Restricted vs. disabled — they're not the same thing
Before you do anything, it's important to understand what type of action Meta took on your account. These two terms get used interchangeably, but they mean very different things.
Restricted means your account still exists but is limited in some way — you may be blocked from running new ads, creating new campaigns, or certain ad types may be unavailable. The account is not gone. This is often a temporary flag while Meta reviews activity.
Disabled means the account has been fully shut off. You cannot run ads, access creative, or view reporting. This is a more serious action and typically requires an appeal to reverse — though Meta makes the final call on whether or not access is restored.
What commonly triggers a restriction
Restrictions can happen to any account, including ones that haven't intentionally done anything wrong. These are the most common causes:
- Policy violation in your ad creative, copy, or landing page — even if unintentional
- Unusual account activity or a sudden spike in spending
- Business verification not completed or recently expired
- Payment method flagged, declined, or recently changed
- New account running high-budget campaigns too quickly
- System flag for circumvention behaviors — including VPN use, multiple ad accounts, or activity that looks like you're trying to work around a previous restriction
- Promoting a restricted category (credit, housing, employment, social issues) without a Special Ad Category set
- Landing page that Meta's system can't properly crawl or that violates their page quality policies
Step 1 — Find the actual reason before you do anything else
Navigate to business.facebook.com/accountquality. This is the only place with the actual restriction notice — not Ads Manager, not notifications.
Look for the policy name or violation listed. Meta usually names the policy. Write it down — you'll need it if you appeal.
Meta sometimes shows the specific ad or campaign flagged. If they do, review it carefully against the policy they cited before proceeding.
Step 2 — Decide whether to appeal
Not every restriction should be appealed immediately. Your situation determines the right move.
If you violated a policy — even unintentionally — appealing before fixing the issue typically results in a denial. Meta's reviewers look at whether the problem still exists. Correct the ad, the landing page, or whatever was flagged before you file anything.
Step 3 — How to write an appeal that doesn't get auto-rejected
Most failed appeals aren't rejected because of what they said — they're rejected because of how they said it, or because they said too much. Keep it short, factual, and professional.
What to include
State your business name, what you do, and who you serve. Keep it to two or three sentences.
Something like: "I reviewed my account and the policy listed and want to ensure my ads are fully compliant." You don't have to confess to something you didn't do.
If you updated an ad, removed a creative, or fixed a landing page before appealing, mention it briefly. This shows good faith.
What to avoid
Also avoid: submitting multiple appeals back to back, tagging Meta's social accounts, or asking for escalation before you've received a response. All of those behaviors can slow your review or trigger further scrutiny.
What "under review" means — and how long it takes
After submitting an appeal, your account status will typically show as "Under Review" in Account Quality.
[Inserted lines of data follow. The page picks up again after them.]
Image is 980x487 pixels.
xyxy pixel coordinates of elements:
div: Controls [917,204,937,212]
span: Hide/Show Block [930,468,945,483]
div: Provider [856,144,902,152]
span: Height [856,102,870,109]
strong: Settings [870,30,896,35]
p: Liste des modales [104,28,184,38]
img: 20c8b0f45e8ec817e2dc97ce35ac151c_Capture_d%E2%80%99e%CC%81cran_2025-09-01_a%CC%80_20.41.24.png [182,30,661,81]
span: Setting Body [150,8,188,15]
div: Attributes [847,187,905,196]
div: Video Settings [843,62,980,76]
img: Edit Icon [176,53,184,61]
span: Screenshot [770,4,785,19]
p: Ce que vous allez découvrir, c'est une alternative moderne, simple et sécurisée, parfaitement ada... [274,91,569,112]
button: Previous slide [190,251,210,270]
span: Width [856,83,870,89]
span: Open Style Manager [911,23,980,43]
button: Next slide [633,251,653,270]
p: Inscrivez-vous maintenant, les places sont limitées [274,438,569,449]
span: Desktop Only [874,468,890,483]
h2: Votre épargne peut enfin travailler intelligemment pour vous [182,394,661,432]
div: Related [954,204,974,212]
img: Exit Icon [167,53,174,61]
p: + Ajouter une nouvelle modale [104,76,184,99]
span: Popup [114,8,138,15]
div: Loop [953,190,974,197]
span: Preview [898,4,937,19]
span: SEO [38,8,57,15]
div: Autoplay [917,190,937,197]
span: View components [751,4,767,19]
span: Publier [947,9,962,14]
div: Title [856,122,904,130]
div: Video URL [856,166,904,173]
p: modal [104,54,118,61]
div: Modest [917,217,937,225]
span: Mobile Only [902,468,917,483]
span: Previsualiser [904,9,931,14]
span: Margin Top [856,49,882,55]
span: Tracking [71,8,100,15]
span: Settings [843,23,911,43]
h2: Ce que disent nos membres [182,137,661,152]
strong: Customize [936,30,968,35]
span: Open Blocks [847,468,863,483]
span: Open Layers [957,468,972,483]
This means a human reviewer (or a human-assisted process) has been queued to evaluate your case.
Timelines vary significantly. Some reviews resolve in 24 to 48 hours. Others take one to two weeks, particularly if the account has a complex history or if there's high appeal volume on Meta's end. There is no way to speed this up from the outside — following up before a response is received does not help and may restart the review clock.
If the appeal is denied
A denied appeal is not always final, but your options narrow. Here's what you can try, in order:
Request another review. Some accounts get one additional review request after a denial. If Account Quality shows this option, use it — but only after re-reading the policy cited and confirming everything in your account is clean.
Contact Meta Business Support directly. If you have access to live chat or business support through your Meta account (this varies by account age and spend level), you can open a support case. Having documentation of your business — website, registered business name, what you advertise — can help a support agent understand the context.
Starting a new account — with major caveats. As a last resort, some advertisers choose to build a new, clean ad account. This should only be done if the original account is fully, permanently disabled with no review path remaining. Starting a new account while an existing account is under restriction or appeal can be flagged as circumvention — which is itself a policy violation and can result in the new account being banned as well. Do not do this while any appeal is still pending.